I installed tensorflow 1.0.1 GPU version on my Macbook Pro with GeForce GT 750M. Also installed CUDA 8.0.71 and cuDNN 5.1. I am running a tf code that works fine with non C
I encountered this problem when I accidently installed the CUDA 9.2 libcudnn7_7.2.1.38-1+cuda9.2_amd64.deb instead of libcudnn7_7.0.5.15-1+cuda9.0_amd64.deb on a system with CUDA 9.0 installed.
I got there because I had CUDA 9.2 installed and I had downgraded to CUDA 9.0, and evidently libcudnn is specific to versions.
I have managed to get it working by deleting the .nv folder in my home folder:
sudo rm -rf ~/.nv/
In my case, after checking the cuDNN and CUDA version, I found my GPU was out of memory. Using watch -n 0.1 nvidia-smi
in another bash terminal, the moment 2019-07-16 19:54:05.122224: E tensorflow/stream_executor/cuda/cuda_dnn.cc:334] Could not create cudnn handle: CUDNN_STATUS_INTERNAL_ERROR
onset is the moment GPU memory nearly full.
The screenshot
So I configure a limit for tnsorflow to use my gpu.
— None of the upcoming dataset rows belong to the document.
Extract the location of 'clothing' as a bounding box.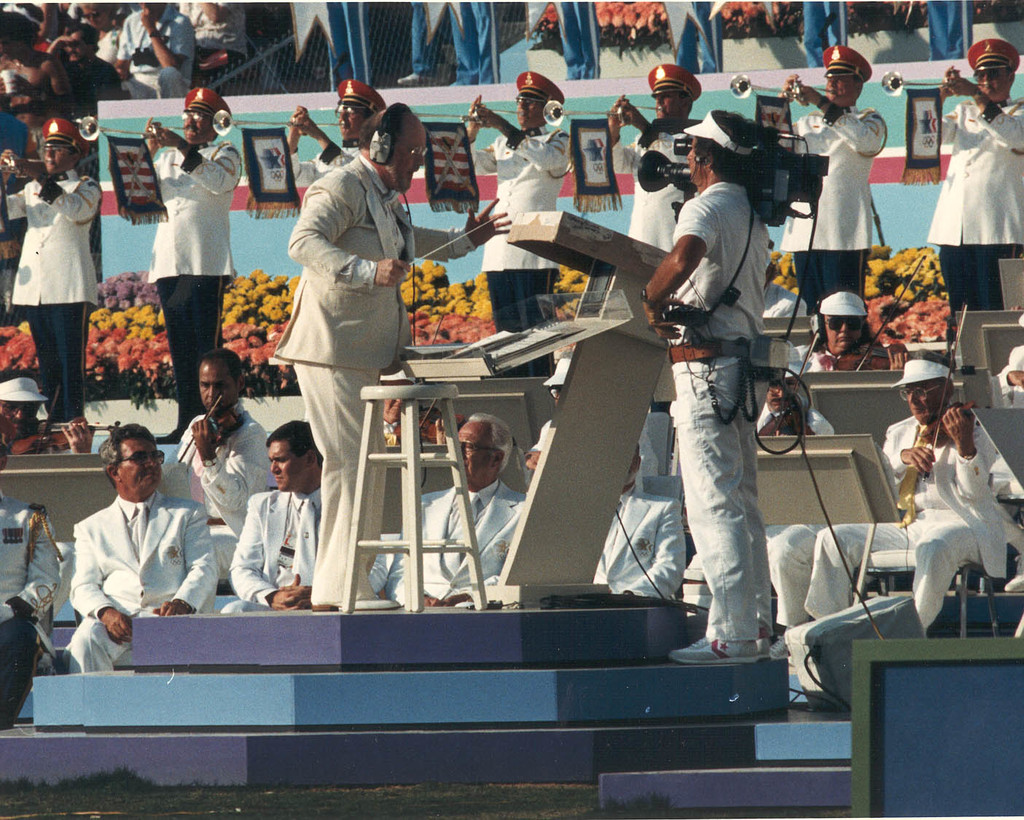
(x1=603, y1=66, x2=725, y2=257).
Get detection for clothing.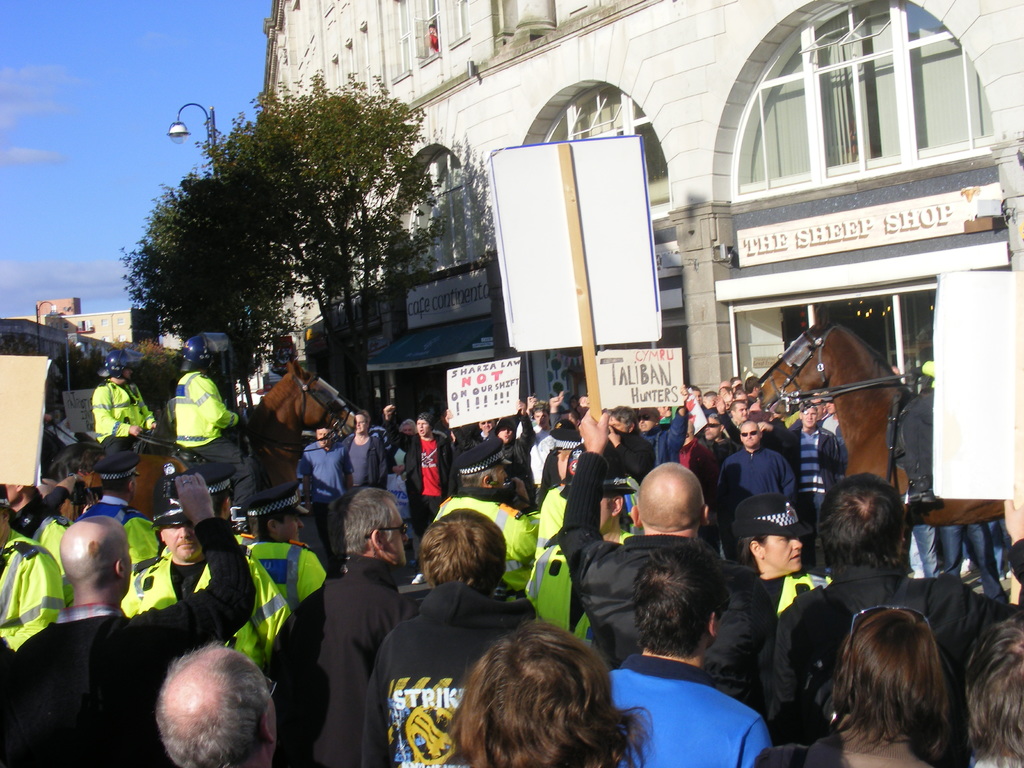
Detection: region(612, 632, 775, 760).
As I use tf.keras
module, I add the following code to the beginning of my program:
config = tf.ConfigProto()
config.gpu_options.per_process_gpu_memory_fraction = 0.9
tf.keras.backend.set_session(tf.Session(config=config));
Then, problem solved!
You can change your batch_size
or using smarter ways to input your training data (such as tf.data.Dataset
and using cache). I hope my answer can help someone else.
It has to do with the memory fraction available to load GPU resources to create cudnn handle, also known as per_process_gpu_memory_fraction
.
Reducing this memory fraction by yourself will solve the error.
> sess_config = tf.ConfigProto(gpu_options =
> tf.GPUOptions(per_process_gpu_memory_fraction=0.7),
> allow_soft_placement = True)
>
> with tf.Session(config=sess_config) as sess:
> sess.run([whatever])
Use as small fraction as could fit in your memory. (In the code, I use 0.7, you can start with 0.3 or even smaller, then increase until you get the same error, that's your limit.)
Pass it to your tf.Session()
or tf.train.MonitoredTrainingSession()
or Supervisor's sv.managed_session()
as config.
This should allow your GPU create a cudnn handle for your TensorFlow code.
In my case it seems that the problem was caused by tensorflow and cudnn version mismatch. The following helped me (I was working on Ubuntu 16.04 with NVidia Tesla K80 on Google Cloud, tensorflow 1.5 finally worked with cudnn 7.0.4 and cuda 9.0):
Remove cuDNN completely:
sudo rm /usr/local/cuda/include/cudnn.h
sudo rm /usr/local/cuda/lib64/libcudnn*
After doing so import tensorflow should cause error.
Download appropriate cuDNN version. Note that there is cuDNN 7.0.4 for CUDA 9.0 and cuDNN 7.0.4 for CUDA 8.0. You should choose the one corresponding to your CUDA version. Be careful at this step or you'll get similar problem again. Install cuDNN as usual:
tar -xzvf cudnn-9.0-linux-x64-v7.tgz
cd cuda
sudo cp -P include/cudnn.h /usr/include
sudo cp -P lib64/libcudnn* /usr/lib/x86_64-linux-gnu/
sudo chmod a+r /usr/lib/x86_64-linux-gnu/libcudnn*
In this example I've installed cuDNN 7.0.x for CUDA 9.0 (x actually doesn't matter). Take care to match your CUDA version.
Restart the computer. In my case the problem vanished. If the error still occurs consider installing another version of tensorflow.
Hope this helps someone.
Please remember to close your tensorboard terminal/cmd or other terminals, that have interactions to/with the directory. Then you can restart the training at it should work.